Friday, June 08, 2012

The Werewolf Principle, Part Two of Five- The Electric Air




The full moon is coming.

The highway leading to your creative world comes alive with crackling energy.

You pace, you grow irritable.

You don't want to be around other people.

You want them to stay away so you can write.

The full moon is coming and there is creative electricity in the air you breathe.

You're about to change from that nice person everyone knows into a rather frightening individual.  You're going quit thinking about writing and actually write.

Writers are different than most people.  Beneath our outward humanity, we create dark mysteries, brutal crimes, brooding killers and futuristic worlds where the judicial systems are manned by automatons and humanity itself is on the run.  And fantasy, well, that's a very dangerous world to explore.  All this before we take on the current rage "50 Shades of Gray."

How many times over the years have you wondered what kind of person created the suspense thriller you've been reading?  The paranormal romance?  The sword and sorcery novel that's been keeping you up nights?  Or how about that erotic masterpiece you read when no one else is paying attention?

Would you know the writer if you stood next to them in a checkout line?

They look like everyone else.  Did you really think Stephanie Meyer or Tom Clancy or Stephen King or H.K. Rowling looked different than you and I?

But they are different.  They, too, like you are linked to the waxing and waning of the moon.  They, too, become different people when they write. Is the fact that they are more successful to you in any way linked to the fact that they actually allow themselves to slipper deeper into that new identity?  That they allow themselves to be more completely transformed?  And are you not completely letting go of the reins of your day-to-day identity when you write?

Answer me this, but think about it first:  Are you really the same person when you're writing?  Don't get defensive.  The things you make your characters say- they're not really coming from you.  You wouldn't say those things and mean them.  It's just a story.

I think we do transform on those nights when we really write with power.  I think we become different people.  It's a curse of course, which is something we very much share with werewolves.  And we can't help it, we love the power flowing through us when we write.

How about you- do you become a different person when you write?

11 comments:

Bonnee Crawford said...

I become more fearless when I write. I'll write whatever I want, even though it's usually not something I'd ever say out loud or do in reality. :)

Rick said...

For a writer, that means you're normal, Bonnee. :)

Another writer told me once that the Transformation was the empowerment of our personality, which I thought was interesting because for a werewolf, the Transformation is an empowerment of their physical being.

BernardL said...

I don't change when I write. I become LEGION. :)

Charles Gramlich said...

I used to become a different person when I wrote. Then one day the change became permanent and I'm the same all the time. Were-Gramlich

Neurotic Workaholic said...

Sometimes it's hard to remind myself that it's just a story, especially when the story freaks me out. That happened when I read one of Stephen King's stories, because they really are that scary.

Travis Cody said...

I think I do transform when I write. And maybe that's a little scary. And it could be why I'm not as prolific as I used to be.

Becoming a werewolf...that's a classic loss of control, a descent into madness, and a divesting of humanity. Sure, some of the change is about empowerment. But it's not a harnessed empowerment...physical at the expense of emotional and rational.

And the transformation back...guilt laden at what you did, if you can even remember it. Or maybe that's the point? Writing with abandon something you might not try if you were in control and completely rational.

Rick said...

Somehow I knew you were going to say that, Bernard!

Rick said...

Were-Gramlich is a scary, scary thought...

Rick said...

that's a good point, NA. Does the reader transform as well under the influence of the narrator's voice?

Rick said...

I think that is the point, Travis. What we do as fiction writers really requires the transformation and the self-questioning afterward.

G. B. Miller said...

I like to think I do.

I know that when I sit down in front of my computer to work on a story, either original or rewrite, I usually become whatever character I'm writing about. And I certainly write ideas/concepts that in the real world I wouldn't even remotely think twice about doing. I simply wouldn't do them.

It does make it tough sometimes when people who know me have a hard time reconciling me as a person with me as a writer.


What you need to do - Transcribe all the records exactly and omit any images they hold.

Records to use -
=== Begin Enclosure ===
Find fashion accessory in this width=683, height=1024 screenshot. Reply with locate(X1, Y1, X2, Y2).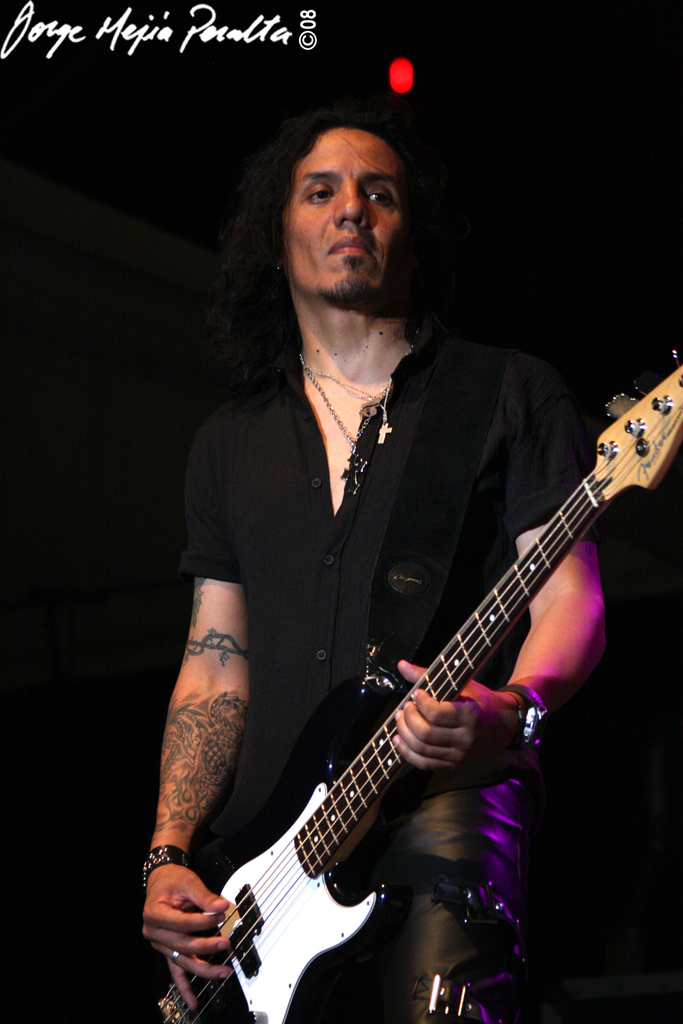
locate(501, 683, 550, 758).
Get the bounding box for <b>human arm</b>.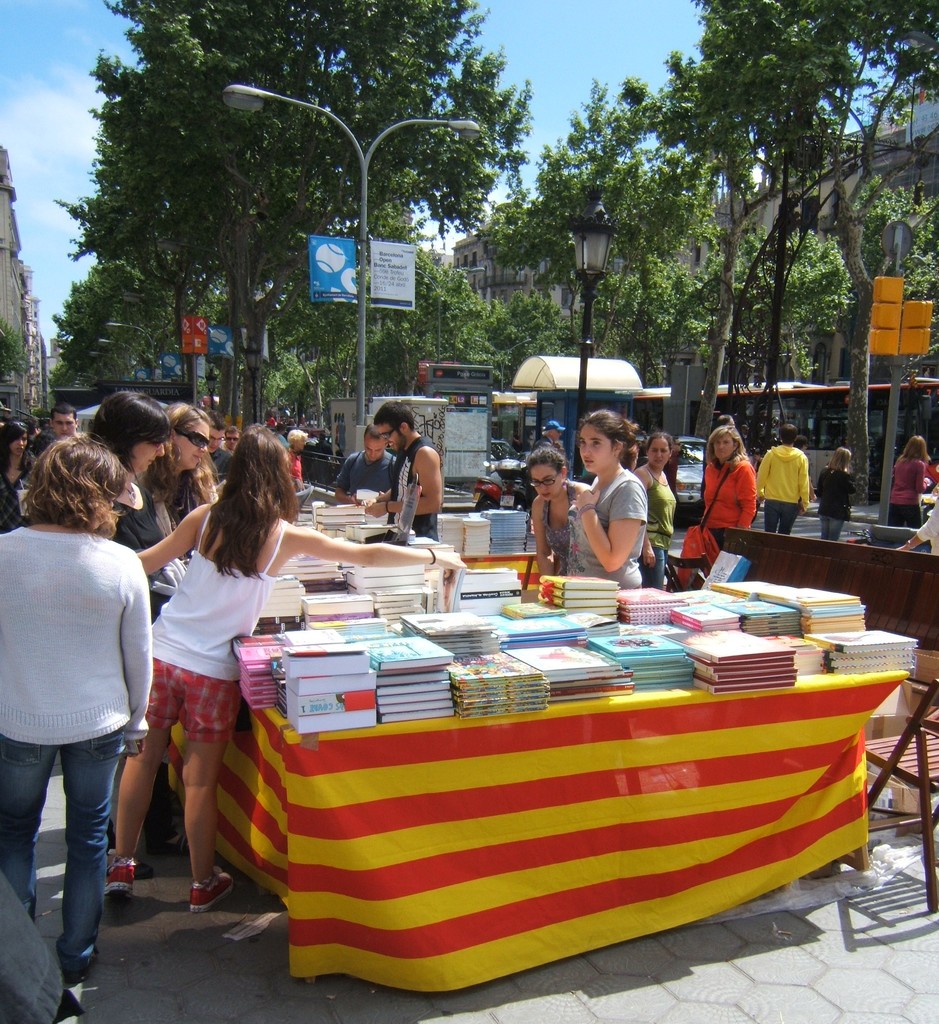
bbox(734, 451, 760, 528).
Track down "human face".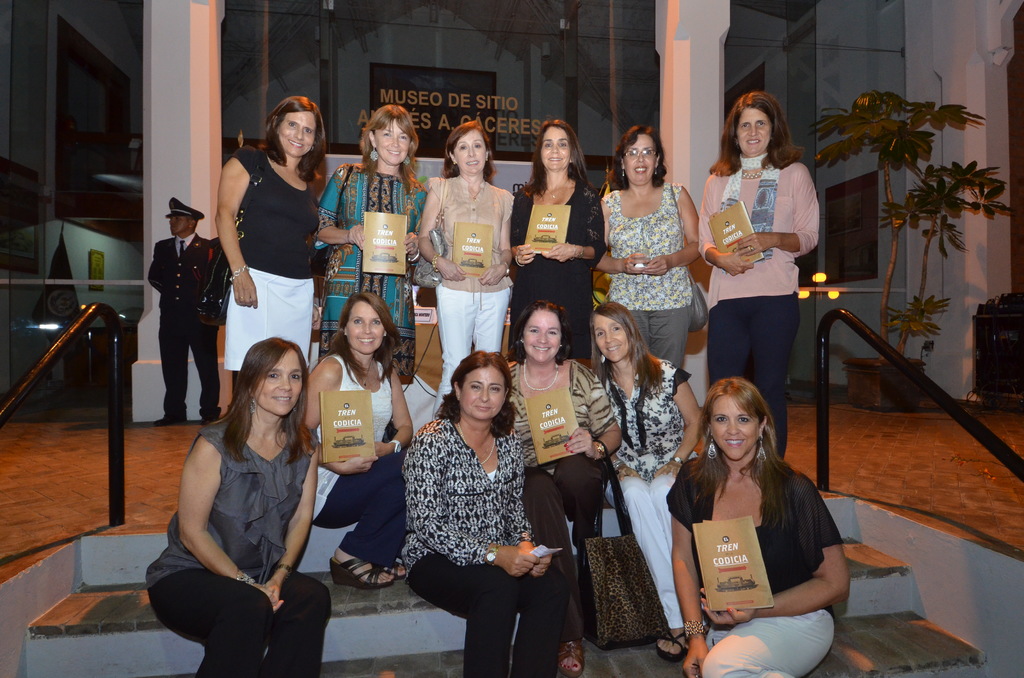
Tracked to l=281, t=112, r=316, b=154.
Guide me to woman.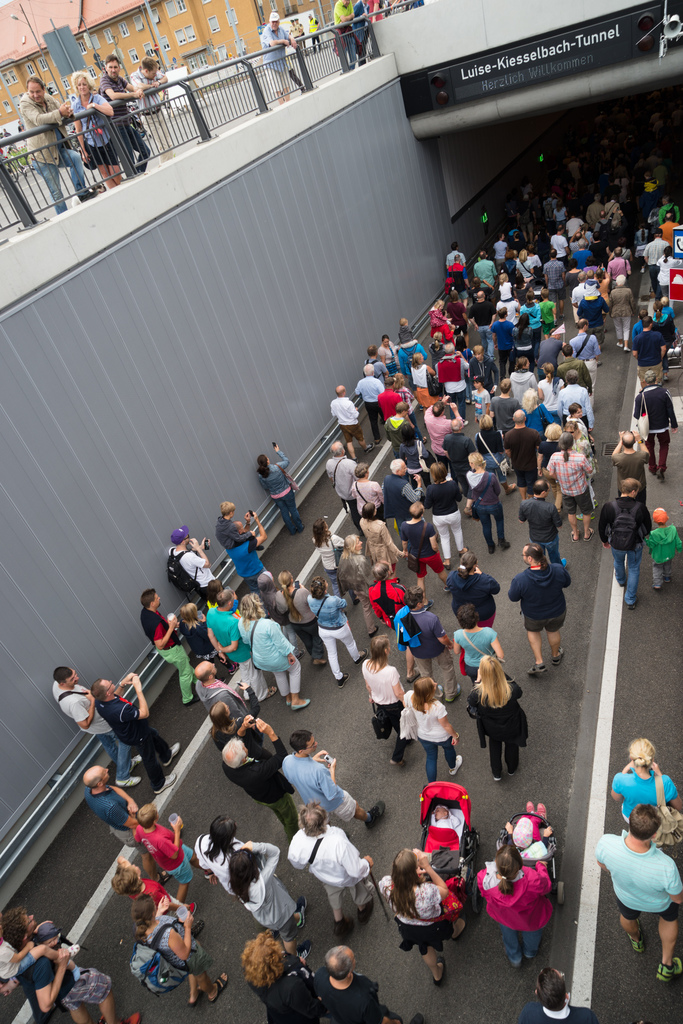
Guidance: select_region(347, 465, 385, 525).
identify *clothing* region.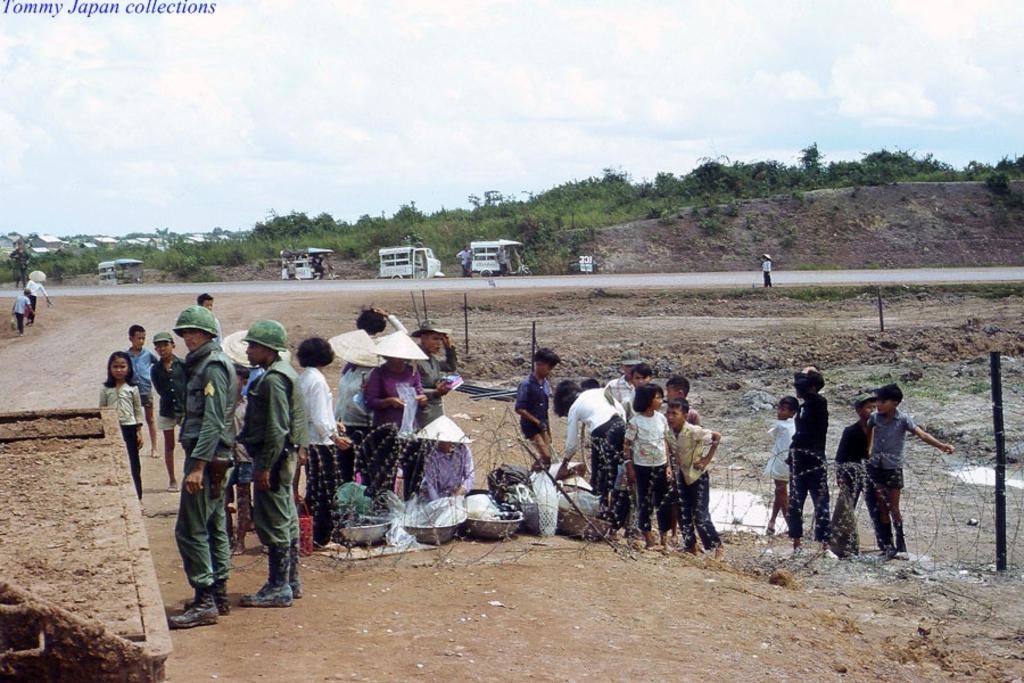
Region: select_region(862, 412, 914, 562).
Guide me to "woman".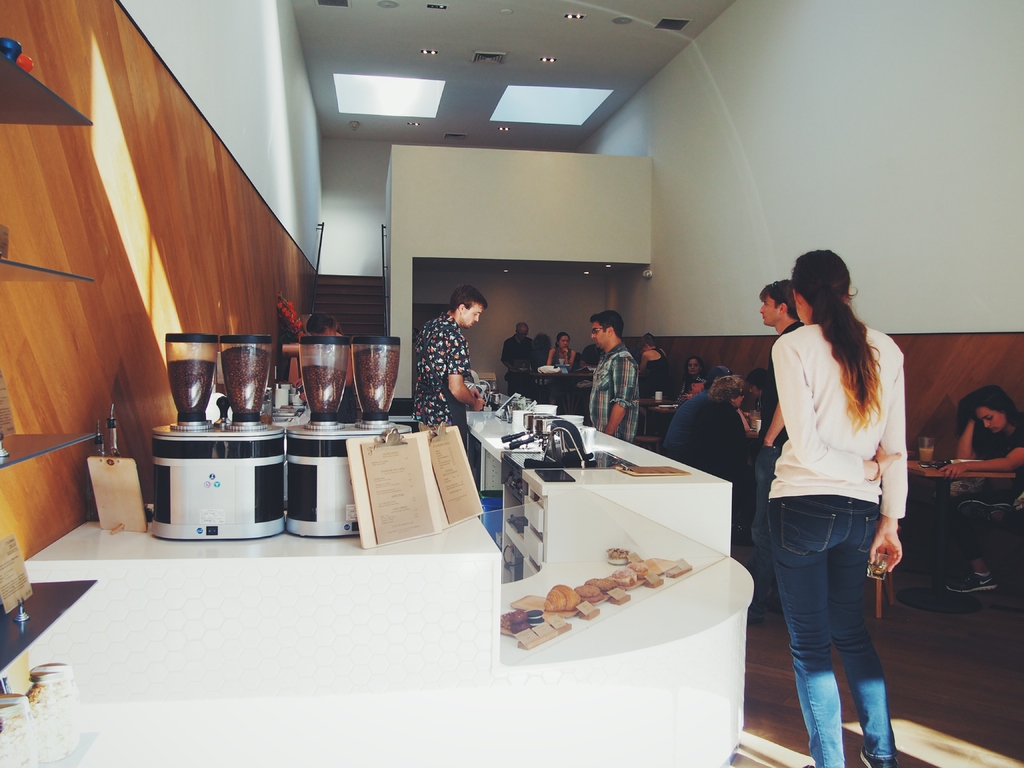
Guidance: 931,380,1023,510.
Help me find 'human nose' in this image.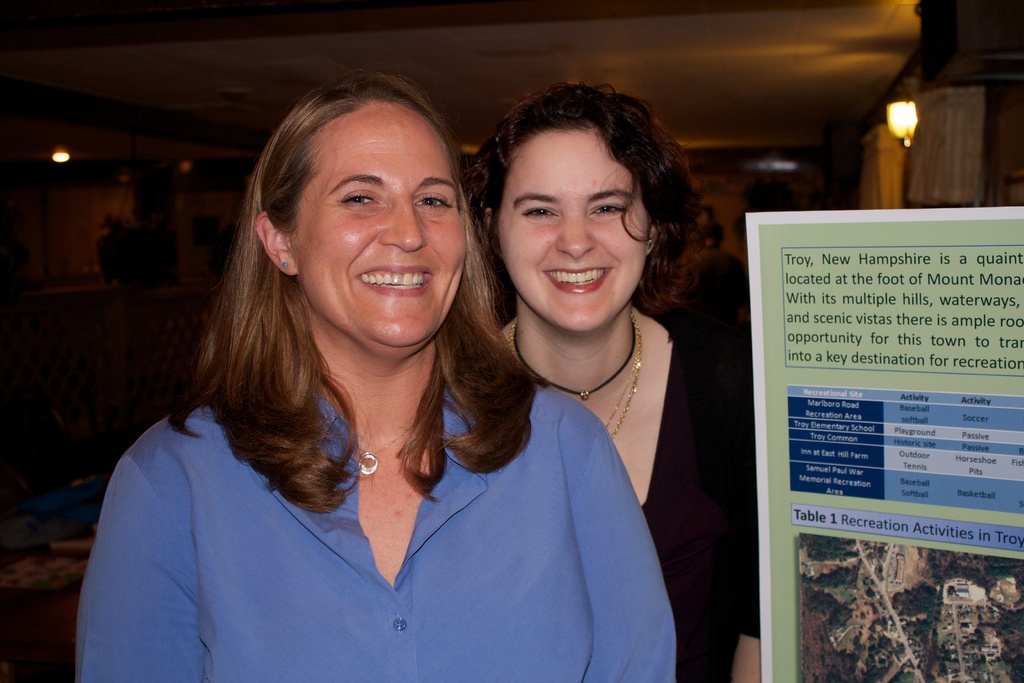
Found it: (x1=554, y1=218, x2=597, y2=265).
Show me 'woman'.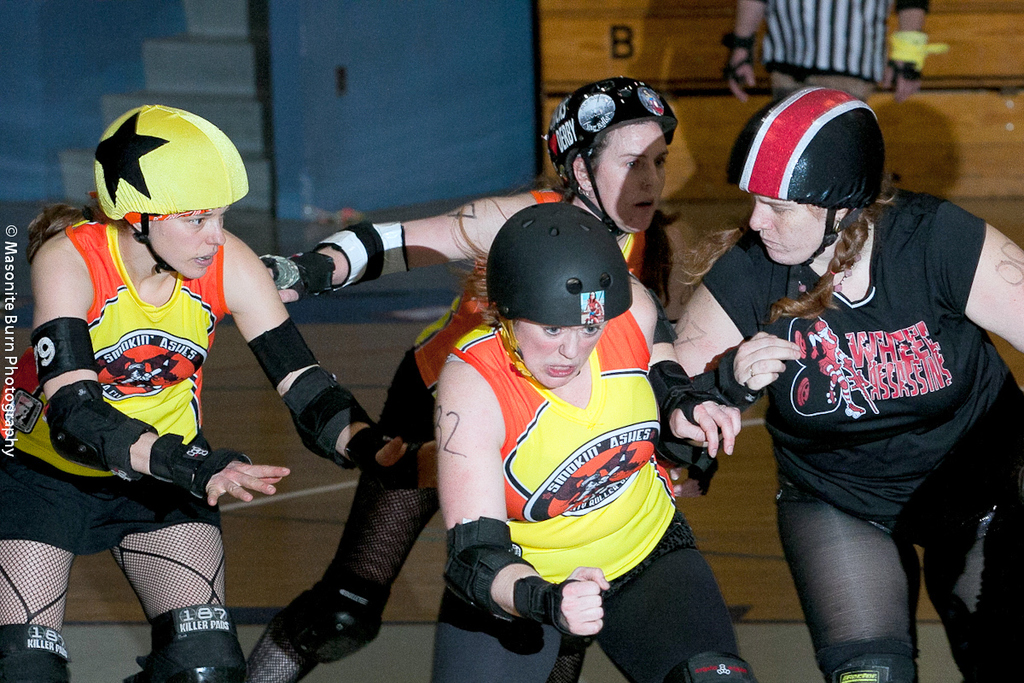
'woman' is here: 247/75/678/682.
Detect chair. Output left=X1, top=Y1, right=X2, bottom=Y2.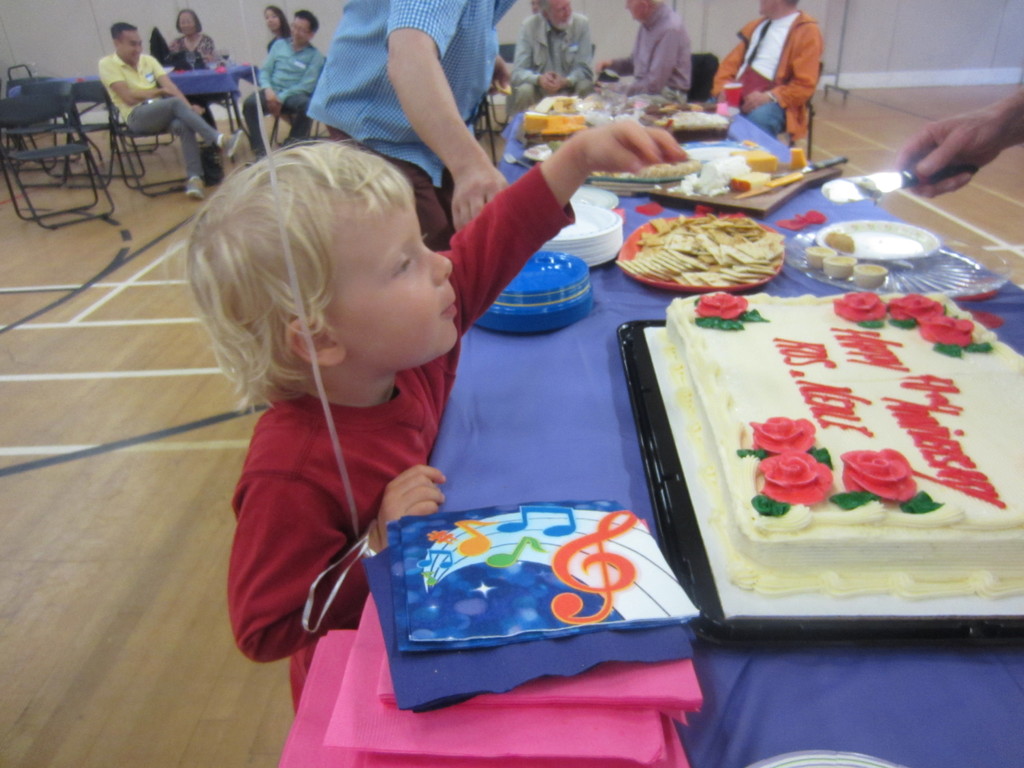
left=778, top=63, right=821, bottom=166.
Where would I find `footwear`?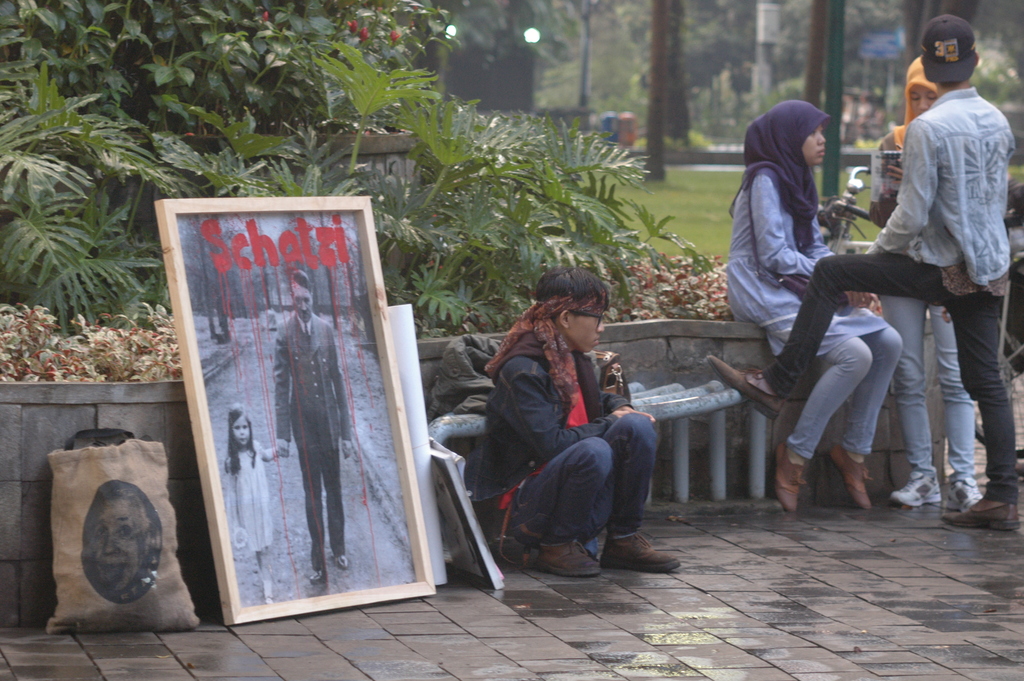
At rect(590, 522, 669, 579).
=== End Enclosure ===
Result below -
Find fashion accessory in this width=683, height=1024 screenshot. Reply with locate(X1, Y1, X2, Y2).
locate(501, 683, 550, 758).
Get the bounding box for <b>human arm</b>.
bbox(734, 451, 760, 528).
Track down "human face".
Tracked to l=281, t=112, r=316, b=154.
Guide me to woman.
Guidance: select_region(347, 465, 385, 525).
identify *clothing* region.
Region: select_region(862, 412, 914, 562).
Guide me to "woman".
Guidance: 931,380,1023,510.
Help me find 'human nose' in this image.
Found it: (x1=554, y1=218, x2=597, y2=265).
Show me 'woman'.
'woman' is here: 247/75/678/682.
Detect chair. Output left=X1, top=Y1, right=X2, bottom=Y2.
left=778, top=63, right=821, bottom=166.
Where would I find `footwear`?
At rect(590, 522, 669, 579).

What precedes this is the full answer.